Lets look at Ansible. There are built-in modules for this ec2_vpc_net, ec2_vpc_subnet, ec2_vpc_igw, ec2_vpc_nat_gateway, ec2_vpc_route_table.


As you can see this is bit more complicated than the previous example – because the subnets have to be assigned to the correct availability zones.

There are are a few extra variables that needed to be defined in order for this to work.


Last but not least – Terraform.

And a new set of variables



First Score - # lines of Code (Including all nested files)

Terraform – 164

CloudFormation - 172

Ansible – 204

(Interesting to see here how the order has changed)

Second Score - Easy of deployment / teardown.

I will not give a numerical score here - just to mention a basic difference between the three options.

Each of the tools use a  simple command line syntax to deploy

  1. CloudFormation

    aws cloudformation create-stack --stack-name testvpc --template-body file://vpc_cloudformation_template.yml

  2. Ansible

    ansible-playbook create-vpc.yml

  3. Terraform

    terraform apply -auto-approve

The teardown is a bit different

  1. CloudFormation stores the information as a stack - and all you need to do to remove the stack and all of its resources is to run a simple command of:

    aws cloudformation delete-stack --stack-name <STACKNAME>

  2. Ansible - you will need to create an additional playbook for tearing down the environment - it does not store the state locally. This is a significant drawback – you have to make sure that you have the order correct – otherwise the teardown will fail. this means you need to understand as well how exactly the resources are created.

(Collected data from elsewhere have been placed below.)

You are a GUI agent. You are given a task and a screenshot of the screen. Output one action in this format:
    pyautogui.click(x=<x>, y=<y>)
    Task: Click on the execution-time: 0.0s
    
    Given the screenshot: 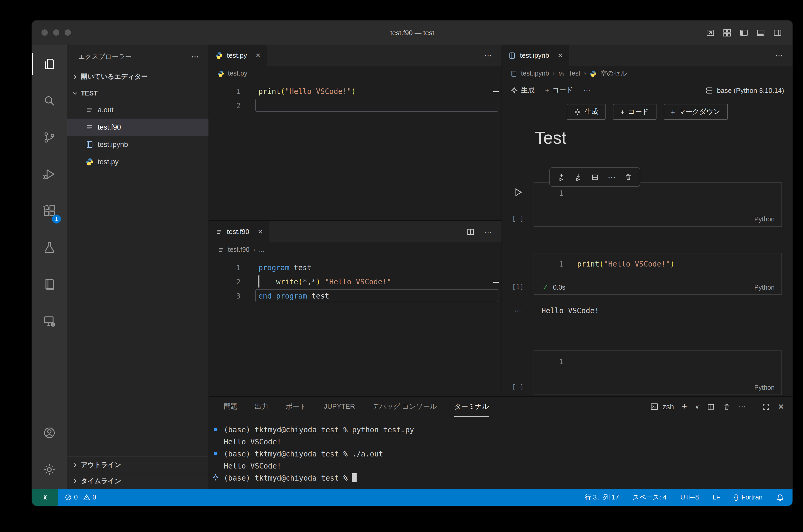 What is the action you would take?
    pyautogui.click(x=559, y=287)
    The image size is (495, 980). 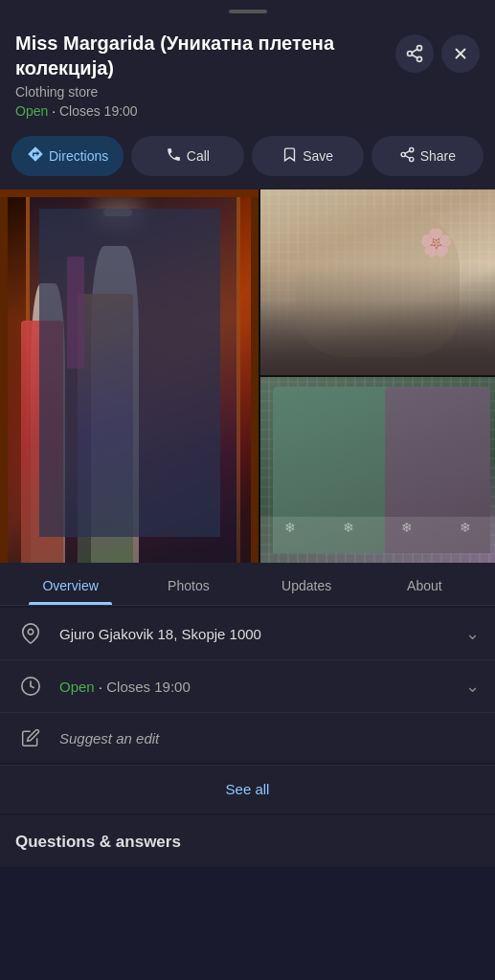 What do you see at coordinates (79, 156) in the screenshot?
I see `directions-label: Directions` at bounding box center [79, 156].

    ansible-playbook remove-vpc.yml

  3. Terraform - stores the state of the deployment - so a simple run will destroy all the resources

    terraform destroy -auto-approve

You will see below that the duration of the runs are much longer than the previous example – the main reason being that the amount of time it takes to create a NAT gateway is long – really long (at least 1 minute per NAT GW) because AWS does a lot of grunt work in the background to provision this “magical” resource for you.

You can find the full output here of the runs below:

Results

Terraform
create: 2m33s
destroy: 1m24s

Ansible:
create: 3m56s
destroy: 2m12s

CloudFormation:
create: 3m26s
destroy: 2m14s

Some interesting observations. It seems that terraform was the fastest one of the three – at least in this case.

  1. The times are all over the place – and I cannot say one of the tools is faster than the other because the process is something that happens in the background and you have to wait for it complete. SO I am not sure how reliable the timings are.
  2. The code for the Ansible playbook is by far the largest – mainly because in order to tear everything down – it requires going through the deployed pieces and ripping them out – which requires a complete set of code.
  3. I decided to compare how much more code (you could compare increase in the amount of code to increased complexity) was added from the previous create step to this one

    Ansible: 14 –> 117 (~8x increase)
    CloudFormation: 24 –> 172 (~x7 Increase)
    Terraform: 7 –> 105 (~x15 increase)
  4. It is clear to me that allowing the provisioning tool to manage the dependencies on its own – is a lot simpler to handle – especially for large and complex environments.


This is by no means a recommendation to use one tool or the other - or to say that one tool is better than the other - just a simple side by side comparison between the three options that I have used in the past.

Thoughts and comments are always welcome, please feel free to leave them below.